A current program at Vostok

Ever wondered what happens to the current that flows in lightning displays during thunderstorms? Well some of it sneaks back to Earth at Vostok, Antarctica. These events form part of the global electric circuit.

In excess of 1000 thunderstorms at any one time are the batteries of this circuit. Charge is separated from air molecules and ice particles in the strong up-welling drafts at the core of thunderclouds, similar to that achieved by the friction of a comb through hair. The thundercloud accumulates an excess of negative charge at its base and positive charge at its crown. Eventually, the accumulation of charge at the cloud base generates lightning.

The Earth’s atmosphere is so densely packed near the ground, that once electric charge has been lifted above 3km, the ‘path of least resistance’ to complete the circuit is initially upwards. The charge travels from the top of the thundercloud (~10km) to the lower reaches of the ionosphere (~80km) where it spreads around the globe and leaks back to the Earth’s surface over the 99% of the globe where thunderstorms are not active at that time. Optical confirmation of the linkage between thunderclouds and the ionosphere was obtained as recently as 1995 with the imaging of ‘sprites'.
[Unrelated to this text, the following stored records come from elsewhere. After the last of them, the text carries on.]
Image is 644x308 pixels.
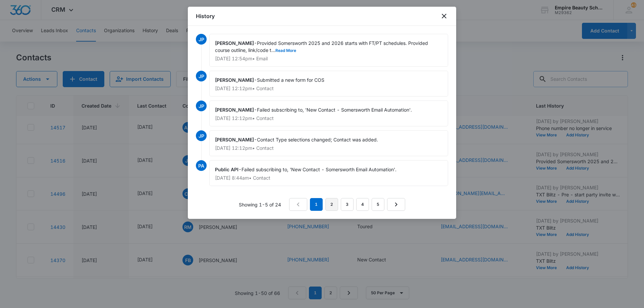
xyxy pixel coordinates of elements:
div: - [209,160,448,186]
a: Page 4 [356,198,369,211]
span: Failed subscribing to, 'New Contact - Somersworth Email Automation'. [257,107,412,112]
div: - [209,131,448,156]
span: JP [196,34,207,44]
span: JP [196,71,207,81]
button: close [440,12,448,20]
a: Page 3 [341,198,353,211]
h1: History [196,12,215,20]
p: [DATE] 12:12pm • Contact [215,86,442,91]
span: Provided Somersworth 2025 and 2026 starts with FT/PT schedules. Provided course outline, link/cod... [215,40,429,53]
div: - [209,34,448,66]
p: [DATE] 12:54pm • Email [215,56,442,61]
div: - [209,71,448,97]
a: Page 5 [372,198,384,211]
em: 1 [310,198,323,211]
span: Public API [215,166,238,172]
button: Read More [275,49,296,53]
p: [DATE] 12:12pm • Contact [215,116,442,121]
a: Next Page [387,198,405,211]
span: PA [196,160,207,171]
span: JP [196,131,207,141]
span: [PERSON_NAME] [215,77,254,83]
p: [DATE] 12:12pm • Contact [215,146,442,151]
p: Showing 1-5 of 24 [239,201,281,208]
a: Page 2 [326,198,338,211]
div: - [209,100,448,126]
span: JP [196,100,207,111]
span: [PERSON_NAME] [215,137,254,143]
nav: Pagination [289,198,405,211]
p: [DATE] 8:44am • Contact [215,176,442,180]
span: Contact Type selections changed; Contact was added. [257,137,378,143]
span: [PERSON_NAME] [215,40,254,46]
span: [PERSON_NAME] [215,107,254,112]
span: Failed subscribing to, 'New Contact - Somersworth Email Automation'. [241,166,396,172]
span: Submitted a new form for COS [257,77,325,83]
Changes in the sun directly influence the global electric circuit. Cosmic rays control the ease with which current can flow through the atmosphere and these are modulated by changes in the solar wind. In total energy terms, solar variability can have negligible influence on the weather, but the leverage gained via the global electric circuit yields possible mechanisms for meteorological and climatic influence. The aim of our research is to determine the viability of such links.

Vostok is an ideal site to measure the global circuit. It is on a high (3500m) plateau which improves the linkage to the ionosphere by over 50% compared with sea-level sites. Minimal variation in station weather on time-scales of less than a day is also vital for relating the measurements to the global circuit.

Since 1998, an international research program has been undertaken at Vostok in collaboration with Drs Oleg Troshichev and Alexandr Frank-Kamenetsky of the Russian Institute of Arctic and Antarctic Research in St Petersburg, Dr Edgar Bering from the University of Houston and Dr Volodya Papitashvili of the University of Michigan. We have been able to show an influence of solar variability on measurements of the vertical electric field of the global circuit at this site.

A more difficult measurement to make, but one more directly related to the global electric circuit, is of the miniscule current (~3 pico-amps per meter squared, world-wide) that flows from the ionosphere to the ground in regions remote from thunderstorm activity. With the assistance of Dr Edgar Bering, the Australian Antarctic Division Science Technical Support group has developed a split-sphere to measure this current. This instrument was deployed at Vostok on the 28th January 2003 by Peter Jansen utilising United States Antarctic Research Program logistics, via New Zealand. At Vostok, the current through the Air-Earth Current Meter is approximately 160,000,000,000 times smaller than current through a 60 watt light-bulb!

Subsequent to our deployment, a delay has intervened. Vostok was closed and our instruments turned off. It had proved impossible to supply sufficient fuel from Mirny to sustain the winter operation of the station. Our Russian colleagues plan to re-open Vostok in November 2003 and we look forward to resuming our investigations of the global electric circuit.